There’s another way of reading your examples. The fragmentation you’re describing—traceability a patchwork, food waste unmeasured, supply chain visibility incomplete—isn’t evidence that we haven’t collected enough data. It’s a map of where the institutional boundaries are. The information exists, in pieces, held by actors who each see their slice and have no incentive to share the rest.

A category management analogy is instructive. The data for shelf optimisation existed before category management arrived. What was missing wasn’t information—it was a position from which to act on it, occupied by someone whose incentives aligned with the whole system rather than one side of the boundary. Building a national data platform doesn’t create that position. It creates a new place to deposit the fragments.

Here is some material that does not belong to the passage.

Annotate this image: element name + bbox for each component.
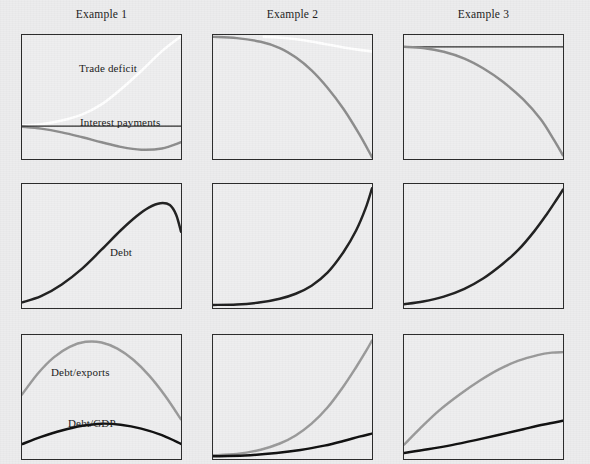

Retail returns run at $900 billion annually in the US, growing despite better reverse logistics, because the information required to resolve them sits across a boundary no existing actor can see from—and no existing actor has the incentive to create one that would. I’ve been developing the longer argument here: https://thepuzzleanditspieces.substack.com/p/where-the-costs-are

UncleMac's avatar

It always makes me nervous when someone talks about needing a "national" anything.

Have you seen what gubbermint does? Especially national gubbermint?? They're frighteningly inept and I think I'd rather not have them controlling any aspect of our food supply.

Walid Baba-Moussa's avatar

In engineering school during the computer class, the teacher used to say : « Garbage in, garbage out. » The quality of the data is one of the most cricital piece of information.